Borderline Personality Disorder
It is challenging to know what to say, how to say it, and when to say it to avoid problems, challenges, or conflicts with someone who has BPD. Things get even worse if there are other individuals with BPD around. Despite these truths, compassion and understanding is the best tool to use with most individuals with BPD.
Do you know the things you should do or the things you should say to someone with borderline personality disorder (BPD)?If not, join the millions of people who don’t. It is challenging to know.
Access to lived examples via blogs and social media means people are chipping away at stigmas every day. On the other, more chilling hand, a constant feed of experiences means interpretations of illness can be easily warped. Despite what these sites want you to believe, mental health disorders are not pretty, decorative, or glamorous. Having BPD is like living in a bubble floating in a hazy world of detachment. The central issue is that BPD is based around feelings.
BPD is more than your standard fragility. Those were both me. BPD in Pop Culture While there are few apt, direct portrayals of BPD in broad society, representations manage to creep into common consciousness through TV, film, and music, leaving the public, at least subconsciously, more aware of the disorder than they may realize. While these representations are regularly problematic, there are some that seize the essence of BPD and help to communicate its existence, flattering or otherwise.
Primarily embraced by various forms of media check its extensive TV Tropes page , it also manifests itself in everyday life. When it comes to Borderline Personality Disorder, the trope is a prime example of the ways in which women suffering from the condition are dismissed out of hand for experiencing emotions that may be extreme, but that are nonetheless valid.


#### Work instructions:
From the listing below, extract each line containing the string "Approach".

#### Data:

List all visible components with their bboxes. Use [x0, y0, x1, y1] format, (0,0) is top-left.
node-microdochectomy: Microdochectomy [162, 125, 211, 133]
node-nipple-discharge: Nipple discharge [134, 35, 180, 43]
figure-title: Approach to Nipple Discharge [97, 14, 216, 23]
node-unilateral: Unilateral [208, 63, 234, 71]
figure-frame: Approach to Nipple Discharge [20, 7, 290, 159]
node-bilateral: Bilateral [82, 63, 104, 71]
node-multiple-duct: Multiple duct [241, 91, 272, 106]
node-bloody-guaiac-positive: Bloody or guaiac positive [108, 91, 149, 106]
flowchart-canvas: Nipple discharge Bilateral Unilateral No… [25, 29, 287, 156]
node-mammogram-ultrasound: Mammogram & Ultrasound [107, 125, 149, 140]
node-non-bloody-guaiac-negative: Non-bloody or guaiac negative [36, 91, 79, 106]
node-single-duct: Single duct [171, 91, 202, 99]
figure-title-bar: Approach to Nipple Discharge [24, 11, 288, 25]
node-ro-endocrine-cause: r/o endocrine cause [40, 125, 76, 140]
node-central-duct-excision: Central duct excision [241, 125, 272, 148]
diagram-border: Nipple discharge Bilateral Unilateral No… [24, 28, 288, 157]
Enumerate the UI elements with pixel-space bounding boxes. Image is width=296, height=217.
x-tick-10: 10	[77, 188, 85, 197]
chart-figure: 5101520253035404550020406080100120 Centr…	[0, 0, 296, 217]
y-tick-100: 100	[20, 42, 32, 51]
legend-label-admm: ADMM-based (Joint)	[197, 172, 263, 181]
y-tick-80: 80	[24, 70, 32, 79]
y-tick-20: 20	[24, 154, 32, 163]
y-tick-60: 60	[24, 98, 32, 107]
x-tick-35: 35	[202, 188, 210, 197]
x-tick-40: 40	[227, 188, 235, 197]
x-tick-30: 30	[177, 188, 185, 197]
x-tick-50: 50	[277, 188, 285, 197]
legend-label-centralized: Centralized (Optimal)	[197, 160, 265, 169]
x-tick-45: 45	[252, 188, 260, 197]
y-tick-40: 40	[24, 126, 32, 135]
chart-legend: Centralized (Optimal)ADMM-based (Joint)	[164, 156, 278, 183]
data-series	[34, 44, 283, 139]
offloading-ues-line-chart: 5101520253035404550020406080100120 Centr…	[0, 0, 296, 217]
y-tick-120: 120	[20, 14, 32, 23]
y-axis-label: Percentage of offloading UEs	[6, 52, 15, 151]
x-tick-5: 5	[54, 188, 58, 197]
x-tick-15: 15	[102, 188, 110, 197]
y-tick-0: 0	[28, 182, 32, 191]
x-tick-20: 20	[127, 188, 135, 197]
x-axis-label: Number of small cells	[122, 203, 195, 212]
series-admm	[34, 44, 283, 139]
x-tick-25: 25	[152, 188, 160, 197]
==
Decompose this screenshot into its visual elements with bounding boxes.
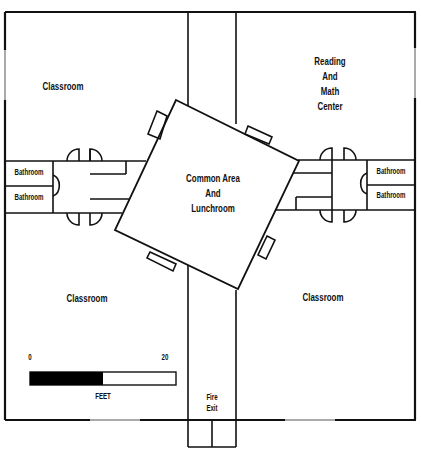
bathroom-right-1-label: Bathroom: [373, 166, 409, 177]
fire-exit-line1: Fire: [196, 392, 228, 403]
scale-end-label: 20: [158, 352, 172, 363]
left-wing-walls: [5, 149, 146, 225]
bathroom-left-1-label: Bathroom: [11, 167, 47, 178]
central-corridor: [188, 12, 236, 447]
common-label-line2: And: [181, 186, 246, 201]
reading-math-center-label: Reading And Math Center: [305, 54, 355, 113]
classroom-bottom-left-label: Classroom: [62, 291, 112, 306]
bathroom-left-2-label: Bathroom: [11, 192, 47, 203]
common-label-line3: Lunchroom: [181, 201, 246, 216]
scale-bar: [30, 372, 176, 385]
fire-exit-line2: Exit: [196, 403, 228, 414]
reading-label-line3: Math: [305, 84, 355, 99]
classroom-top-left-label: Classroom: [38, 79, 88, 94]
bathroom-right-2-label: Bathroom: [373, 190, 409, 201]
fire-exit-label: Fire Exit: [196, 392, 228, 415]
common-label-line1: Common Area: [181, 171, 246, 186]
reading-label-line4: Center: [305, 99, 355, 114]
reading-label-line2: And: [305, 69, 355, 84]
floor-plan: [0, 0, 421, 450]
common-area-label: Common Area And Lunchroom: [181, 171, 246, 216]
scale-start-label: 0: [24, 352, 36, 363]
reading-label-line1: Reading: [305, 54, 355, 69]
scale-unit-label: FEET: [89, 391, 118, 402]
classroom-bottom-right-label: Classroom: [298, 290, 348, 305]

#### The completed task:
figure-title: Approach to Nipple Discharge [97, 14, 216, 23]
figure-frame: Approach to Nipple Discharge [20, 7, 290, 159]
figure-title-bar: Approach to Nipple Discharge [24, 11, 288, 25]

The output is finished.